Taru, Phillip 29 January 2013 (has links)
This research focuses on scale pattern and cross sectional morphology of hair to identify fossil hairs from Parahyaena brunnea (brown hyaena) coprolites, from Gladysvale cave in the Sterkfontein Valley, South Africa. The coprolites are part of a brown hyaena latrine preserved in calcified cave sediment dated to the Middle Pleistocene (257- 195 ka). Forty-eight fossil hairs were extracted from a 75 x 30 x 15 cm block using fine tweezers and a binocular microscope. They were ultrasonic cleaned in analar ethanol and examined using scanning electron microscopy. Hair identification was based on consultation of standard guides to hair identification and comparison with my own collection of samples of previously undocumented guard hairs, from 15 taxa of indigenous southern African mammals. Samples were taken from the back of pelts curated at the Johannesburg Zoo and Ditsong National Museum of Natural History in Tshwane (formerly Transvaal Museum, Pretoria). Based on the fossil hairs identified here, this research has established that brown hyaenas shared the Sterkfontein Valley with warthog, impala, zebra, kudu and black wildebeest. These animals are associated with savanna grasslands, much like the Highveld environment of today. Fossil human hair was also noted in the coprolites. These findings provide a new source of information, on the local Middle Pleistocene fossil mammal community, and insight into the environment in which archaic and modern humans in the interior of the African subcontinent lived. Amid a scarce fossil and archaeological record for this time period, these results make a significant contribution to the ongoing debate about the role of climate change in the evolution and success of modern humans. In accordance with modern brown hyaena feeding behaviour, the presence of medium to large-sized mammal hairs in the coprolites suggests the co-existence of large feline predators in the area, or a period of active hunting, based on the behaviour of modern brown hyaenas when rearing cubs.
3

Probable human hair found in a fossil hyaena coprolite from Gladysvale cave, South Africa

Backwell, L., Pickering, R., Brothwell, D.R., Berger, L., Witcomb, M., Martill, D., Penkman, K.E.H., Wilson, Andrew S. January 2009 (has links)

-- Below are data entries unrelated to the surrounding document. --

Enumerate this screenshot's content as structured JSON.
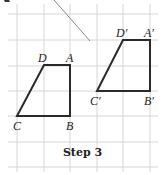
{
  "figure": {
    "caption": "Step 3",
    "colors": {
      "grid": "#d6d6d6",
      "shape_stroke": "#2a2a2a",
      "diagonal": "#8a8a8a",
      "text": "#222222",
      "background": "#ffffff"
    },
    "grid": {
      "x_lines": [
        17,
        44,
        70,
        97,
        123,
        150
      ],
      "y_lines": [
        14,
        40,
        66,
        91,
        116,
        142,
        167
      ]
    },
    "original_shape": {
      "name": "ABCD",
      "vertices": {
        "A": {
          "label": "A",
          "x": 70,
          "y": 65
        },
        "B": {
          "label": "B",
          "x": 70,
          "y": 116
        },
        "C": {
          "label": "C",
          "x": 17,
          "y": 116
        },
        "D": {
          "label": "D",
          "x": 44,
          "y": 65
        }
      }
    },
    "image_shape": {
      "name": "A'B'C'D'",
      "vertices": {
        "A": {
          "label": "A′",
          "x": 150,
          "y": 40
        },
        "B": {
          "label": "B′",
          "x": 150,
          "y": 91
        },
        "C": {
          "label": "C′",
          "x": 97,
          "y": 91
        },
        "D": {
          "label": "D′",
          "x": 123,
          "y": 40
        }
      }
    },
    "diagonal_line": {
      "x1": 54,
      "y1": 0,
      "x2": 90,
      "y2": 41
    }
  }
}
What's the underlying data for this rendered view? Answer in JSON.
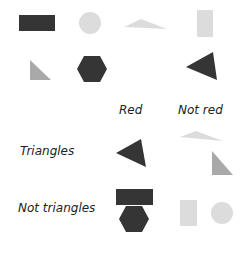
{
  "colors": {
    "dark": "#353535",
    "light": "#dcdcdc",
    "gray": "#a9a9a9",
    "text": "#222222"
  },
  "shapes_pool": [
    {
      "shape": "rectangle",
      "tone": "dark"
    },
    {
      "shape": "circle",
      "tone": "light"
    },
    {
      "shape": "triangle",
      "tone": "light"
    },
    {
      "shape": "rectangle",
      "tone": "light"
    },
    {
      "shape": "triangle",
      "tone": "gray"
    },
    {
      "shape": "hexagon",
      "tone": "dark"
    },
    {
      "shape": "triangle",
      "tone": "dark"
    }
  ],
  "table": {
    "column_headers": [
      "Red",
      "Not red"
    ],
    "row_headers": [
      "Triangles",
      "Not triangles"
    ],
    "cells": {
      "triangles_red": [
        {
          "shape": "triangle",
          "tone": "dark"
        }
      ],
      "triangles_not_red": [
        {
          "shape": "triangle",
          "tone": "light"
        },
        {
          "shape": "triangle",
          "tone": "gray"
        }
      ],
      "not_triangles_red": [
        {
          "shape": "rectangle",
          "tone": "dark"
        },
        {
          "shape": "hexagon",
          "tone": "dark"
        }
      ],
      "not_triangles_not_red": [
        {
          "shape": "rectangle",
          "tone": "light"
        },
        {
          "shape": "circle",
          "tone": "light"
        }
      ]
    }
  }
}
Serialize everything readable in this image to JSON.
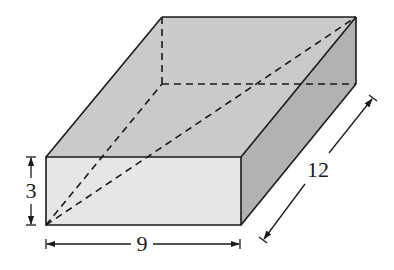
{
  "diagram": {
    "type": "rectangular-prism",
    "colors": {
      "top_face": "#cacaca",
      "front_face": "#e6e6e6",
      "right_face": "#b2b2b2",
      "edge": "#1a1a1a",
      "hidden_edge": "#1a1a1a",
      "background": "#ffffff"
    },
    "vertices": {
      "front_top_left": [
        46,
        157
      ],
      "front_top_right": [
        241,
        157
      ],
      "front_bottom_left": [
        46,
        225
      ],
      "front_bottom_right": [
        241,
        225
      ],
      "back_top_left": [
        162,
        17
      ],
      "back_top_right": [
        356,
        17
      ],
      "back_bottom_left": [
        162,
        84
      ],
      "back_bottom_right": [
        356,
        84
      ]
    },
    "dimensions": {
      "height": {
        "label": "3",
        "value": 3
      },
      "width": {
        "label": "9",
        "value": 9
      },
      "depth": {
        "label": "12",
        "value": 12
      }
    },
    "hidden_lines": [
      {
        "name": "back-vertical-edge",
        "from": "back_top_left",
        "to": "back_bottom_left"
      },
      {
        "name": "back-bottom-edge",
        "from": "back_bottom_left",
        "to": "back_bottom_right"
      },
      {
        "name": "base-diagonal",
        "from": "front_bottom_left",
        "to": "back_bottom_left"
      },
      {
        "name": "space-diagonal",
        "from": "front_bottom_left",
        "to": "back_top_right"
      }
    ]
  }
}
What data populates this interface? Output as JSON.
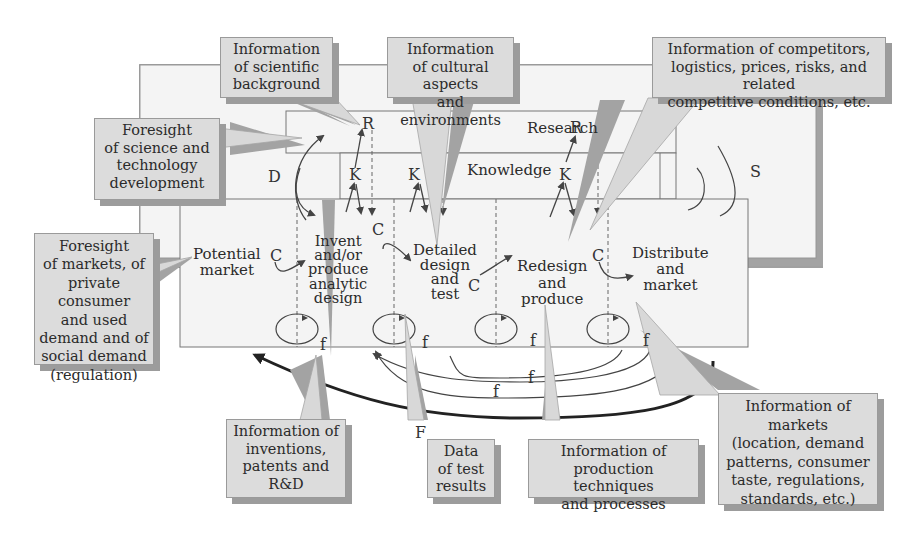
{
  "diagram": {
    "band_labels": {
      "research": "Research",
      "knowledge": "Knowledge",
      "d_label": "D",
      "s_label": "S",
      "big_f": "F"
    },
    "stages": [
      {
        "id": "potential-market",
        "lines": [
          "Potential",
          "market"
        ]
      },
      {
        "id": "invent",
        "lines": [
          "Invent",
          "and/or",
          "produce",
          "analytic",
          "design"
        ]
      },
      {
        "id": "detailed-design",
        "lines": [
          "Detailed",
          "design",
          "and",
          "test"
        ]
      },
      {
        "id": "redesign",
        "lines": [
          "Redesign",
          "and",
          "produce"
        ]
      },
      {
        "id": "distribute",
        "lines": [
          "Distribute",
          "and",
          "market"
        ]
      }
    ],
    "symbols": {
      "R": "R",
      "K": "K",
      "C": "C",
      "f": "f"
    },
    "callouts": [
      {
        "id": "scientific-background",
        "lines": [
          "Information",
          "of scientific",
          "background"
        ]
      },
      {
        "id": "cultural-aspects",
        "lines": [
          "Information",
          "of cultural aspects",
          "and environments"
        ]
      },
      {
        "id": "competitors",
        "lines": [
          "Information of competitors,",
          "logistics, prices, risks, and related",
          "competitive conditions, etc."
        ]
      },
      {
        "id": "foresight-science",
        "lines": [
          "Foresight",
          "of science and",
          "technology",
          "development"
        ]
      },
      {
        "id": "foresight-markets",
        "lines": [
          "Foresight",
          "of markets, of",
          "private consumer",
          "and used",
          "demand and of",
          "social demand",
          "(regulation)"
        ]
      },
      {
        "id": "inventions-patents",
        "lines": [
          "Information of",
          "inventions,",
          "patents and R&D"
        ]
      },
      {
        "id": "test-results",
        "lines": [
          "Data",
          "of test",
          "results"
        ]
      },
      {
        "id": "production-techniques",
        "lines": [
          "Information of",
          "production techniques",
          "and processes"
        ]
      },
      {
        "id": "markets-info",
        "lines": [
          "Information of markets",
          "(location, demand",
          "patterns, consumer",
          "taste, regulations,",
          "standards, etc.)"
        ]
      }
    ],
    "colors": {
      "callout_fill": "#dcdcdc",
      "callout_shadow": "#9c9c9c",
      "frame_fill": "#f2f2f2",
      "line": "#444444",
      "feedback_bold": "#222222"
    }
  }
}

No / Until now, the oldest known human hair was from a 9000-year-old South American mummy. Here we report fossil hairs of probable human origin that exceed that age by about 200,000 years. The hairs have been discovered in a brown hyaena (Parahyaena brunnea) coprolite from Gladysvale cave in South Africa. The coprolite is part of a hyaena latrine preserved in calcified cave sediment dated between 195,000 and 257,000 years ago. This find supports the hypothesis that hyaenas accumulated some of the early hominin remains found in cave sites, and provides a new source of information on Pleistocene mammals in the Sterkfontein Valley.